Decision-Aware Trust Signal Alignment for SOC Alert Triage

TL;DR

The paper tackles the problem of miscalibrated and decision-inconsistent confidence signals in SOC alert triage, where asymmetric costs penalize missed attacks more than false alarms. It introduces a model-agnostic, decision-aware trust signal alignment framework that uses post-hoc calibration and explicit uncertainty cues to map detector outputs to cost-sensitive escalation decisions without modifying the underlying detection models, formalized through and calibrated probability . The approach is validated on Logistic Regression and Random Forest with UNSW-NB15, showing that aligned trust interfaces significantly reduce false negatives and cost-weighted loss across models, while misaligned interfaces worsen performance. A human-in-the-loop evaluation plan is proposed to empirically assess analyst decision-making under aligned versus misaligned trust, underscoring the practical impact of interface design on SOC effectiveness and suggesting model-agnostic paths to safer human-AI collaboration in security contexts.

Abstract

Detection systems that utilize machine learning are progressively implemented at Security Operations Centers (SOCs) to help an analyst to filter through high volumes of security alerts. Practically, such systems tend to reveal probabilistic results or confidence scores which are ill-calibrated and hard to read when under pressure. Qualitative and survey based studies of SOC practice done before reveal that poor alert quality and alert overload greatly augment the burden on the analyst, especially when tool outputs are not coherent with decision requirements, or signal noise. One of the most significant limitations is that model confidence is usually shown without expressing that there are asymmetric costs in decision making where false alarms are much less harmful than missed attacks. The present paper presents a decision-sensitive trust signal correspondence scheme of SOC alert triage. The framework combines confidence that has been calibrated, lightweight uncertainty cues, and cost-sensitive decision thresholds into coherent decision-support layer, instead of making changes to detection models. To enhance probabilistic consistency, the calibration is done using the known post-hoc methods and the uncertainty cues give conservative protection in situations where model certainty is low. To measure the model-independent performance of the suggested model, we apply the Logistic Regression and the Random Forest classifiers to the UNSW-NB15 intrusion detection benchmark. According to simulation findings, false negatives are greatly amplified by the presence of misaligned displays of confidence, whereas cost weighted loss decreases by orders of magnitude between models with decision aligned trust signals. Lastly, we describe a human-in-the-loop study plan that would allow empirically assessing the decision-making of the analysts with aligned and misaligned trust interfaces.
Paper Structure (49 sections, 5 equations, 4 figures, 1 table)

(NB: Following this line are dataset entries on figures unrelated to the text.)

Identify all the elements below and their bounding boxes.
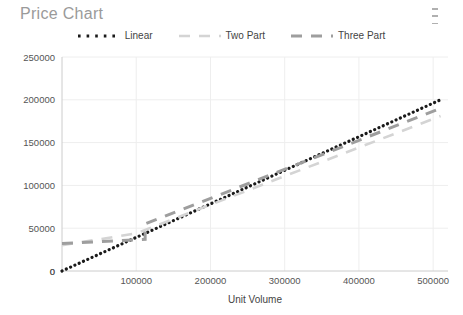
y-axis-tick-label: 100000 — [23, 180, 55, 191]
x-axis-tick-label: 100000 — [120, 275, 152, 286]
x-axis-title: Unit Volume — [228, 294, 282, 305]
plot-area: 0500001000001500002000002500000100000200… — [0, 0, 463, 315]
x-axis-tick-label: 400000 — [343, 275, 375, 286]
x-axis-tick-label: 300000 — [269, 275, 301, 286]
y-axis-tick-label: 250000 — [23, 52, 55, 63]
y-axis-tick-label: 150000 — [23, 137, 55, 148]
series-line-two-part[interactable] — [62, 116, 441, 245]
price-chart-card: Price Chart LinearTwo PartThree Part 050… — [0, 0, 463, 315]
series-line-three-part[interactable] — [62, 108, 441, 243]
y-axis-tick-label: 200000 — [23, 94, 55, 105]
chart-svg: 0500001000001500002000002500000100000200… — [0, 0, 463, 315]
x-axis-tick-label: 0 — [50, 266, 55, 277]
y-axis-tick-label: 50000 — [29, 223, 55, 234]
x-axis-tick-label: 500000 — [417, 275, 449, 286]
x-axis-tick-label: 200000 — [195, 275, 227, 286]
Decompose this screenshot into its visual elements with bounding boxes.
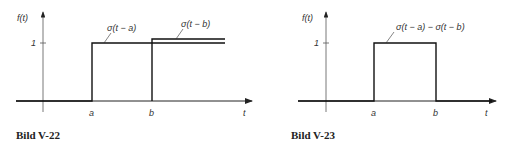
- leader-a: [104, 33, 111, 43]
- y-tick-label: 1: [31, 38, 36, 48]
- curve-label-pulse: σ(t − a) − σ(t − b): [396, 22, 465, 32]
- x-tick-b: b: [149, 108, 154, 118]
- x-axis-label: t: [485, 108, 488, 118]
- figure-caption: Bild V-23: [291, 129, 335, 141]
- leader-b: [176, 29, 183, 39]
- x-tick-b: b: [433, 108, 438, 118]
- curve-label-b: σ(t − b): [181, 19, 210, 29]
- x-tick-a: a: [371, 108, 376, 118]
- pulse-curve: [298, 43, 492, 101]
- y-tick-label: 1: [314, 38, 319, 48]
- figure-v23: f(t) 1 a b t σ(t − a) − σ(t − b) Bild V-…: [291, 12, 496, 141]
- x-axis-label: t: [243, 108, 246, 118]
- figure-v22: f(t) 1 a b t σ(t − a) σ(t − b) Bild V-22: [16, 12, 252, 141]
- figure-canvas: f(t) 1 a b t σ(t − a) σ(t − b) Bild V-22…: [0, 0, 507, 147]
- y-axis-label: f(t): [302, 13, 313, 23]
- step-curve-b: [152, 39, 225, 101]
- x-tick-a: a: [89, 108, 94, 118]
- step-curve-a: [16, 43, 225, 101]
- y-axis-label: f(t): [17, 13, 28, 23]
- figure-caption: Bild V-22: [16, 129, 60, 141]
- curve-label-a: σ(t − a): [107, 23, 136, 33]
- leader-pulse: [386, 32, 394, 43]
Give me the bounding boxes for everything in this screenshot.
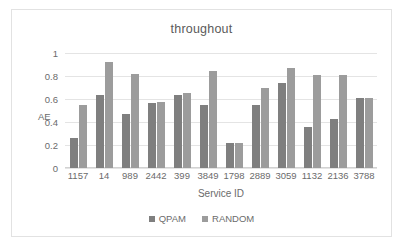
chart-legend: QPAMRANDOM	[12, 213, 391, 224]
bar-group	[221, 53, 247, 168]
y-tick-label: 0	[53, 163, 58, 174]
y-tick-label: 0.8	[45, 71, 58, 82]
bar-random-3788[interactable]	[365, 98, 373, 168]
chart-title: throughout	[12, 22, 391, 36]
x-tick-label: 1798	[221, 170, 247, 181]
bar-qpam-14[interactable]	[96, 95, 104, 168]
y-tick-label: 0.2	[45, 140, 58, 151]
bar-random-1132[interactable]	[313, 75, 321, 168]
bar-group	[91, 53, 117, 168]
y-axis-tick-labels: 00.20.40.60.81	[12, 53, 62, 168]
bar-random-3849[interactable]	[209, 71, 217, 168]
bar-group	[273, 53, 299, 168]
x-tick-label: 2889	[247, 170, 273, 181]
bar-group	[117, 53, 143, 168]
bar-random-989[interactable]	[131, 74, 139, 168]
bar-qpam-399[interactable]	[174, 95, 182, 168]
bar-qpam-1798[interactable]	[226, 143, 234, 168]
bar-qpam-989[interactable]	[122, 114, 130, 168]
bar-random-2136[interactable]	[339, 75, 347, 168]
x-tick-label: 3788	[351, 170, 377, 181]
legend-item-qpam[interactable]: QPAM	[149, 213, 186, 224]
bar-random-1798[interactable]	[235, 143, 243, 168]
bar-random-14[interactable]	[105, 62, 113, 168]
x-tick-label: 3849	[195, 170, 221, 181]
gridline	[65, 168, 377, 169]
bar-qpam-1132[interactable]	[304, 127, 312, 168]
bar-random-3059[interactable]	[287, 68, 295, 168]
bar-qpam-2136[interactable]	[330, 119, 338, 168]
y-tick-label: 0.6	[45, 94, 58, 105]
legend-swatch-icon	[149, 216, 155, 222]
legend-label: QPAM	[159, 213, 186, 224]
plot-area	[65, 53, 377, 168]
y-tick-label: 1	[53, 48, 58, 59]
bar-group	[195, 53, 221, 168]
bar-random-1157[interactable]	[79, 105, 87, 168]
x-tick-label: 399	[169, 170, 195, 181]
bar-group	[299, 53, 325, 168]
bar-group	[325, 53, 351, 168]
bar-qpam-2889[interactable]	[252, 105, 260, 168]
bar-qpam-3788[interactable]	[356, 98, 364, 168]
bar-random-2442[interactable]	[157, 102, 165, 168]
bar-group	[247, 53, 273, 168]
bar-group	[351, 53, 377, 168]
bar-series-layer	[65, 53, 377, 168]
legend-item-random[interactable]: RANDOM	[202, 213, 254, 224]
x-axis-title: Service ID	[65, 188, 377, 199]
bar-group	[143, 53, 169, 168]
chart-frame: throughout 00.20.40.60.81 AE 11571498924…	[11, 9, 392, 237]
bar-qpam-2442[interactable]	[148, 103, 156, 168]
x-tick-label: 3059	[273, 170, 299, 181]
bar-qpam-3849[interactable]	[200, 105, 208, 168]
x-tick-label: 1157	[65, 170, 91, 181]
x-tick-label: 1132	[299, 170, 325, 181]
x-tick-label: 989	[117, 170, 143, 181]
bar-random-399[interactable]	[183, 93, 191, 168]
x-tick-label: 2442	[143, 170, 169, 181]
bar-qpam-3059[interactable]	[278, 83, 286, 168]
y-axis-title: AE	[38, 111, 51, 122]
x-axis-tick-labels: 1157149892442399384917982889305911322136…	[65, 170, 377, 181]
legend-label: RANDOM	[212, 213, 254, 224]
bar-group	[65, 53, 91, 168]
bar-qpam-1157[interactable]	[70, 138, 78, 168]
x-tick-label: 14	[91, 170, 117, 181]
legend-swatch-icon	[202, 216, 208, 222]
bar-group	[169, 53, 195, 168]
x-tick-label: 2136	[325, 170, 351, 181]
bar-random-2889[interactable]	[261, 88, 269, 169]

This paper contains 49 sections, 5 equations, 4 figures, 1 table.

Figures (4)

  • Figure 1: Overview of the proposed decision-aware trust signal alignment framework for SOC alert triage.
  • Figure 2: Reliability diagrams comparing raw and calibrated probability estimates. The dashed diagonal indicates perfect calibration.
  • Figure 3: Cost-weighted loss as a function of the escalation threshold using calibrated probabilities. The dashed vertical line indicates the decision-aware threshold $t^* = 0.0909$ derived from asymmetric costs ($C_{FN}=10$, $C_{FP}=1$).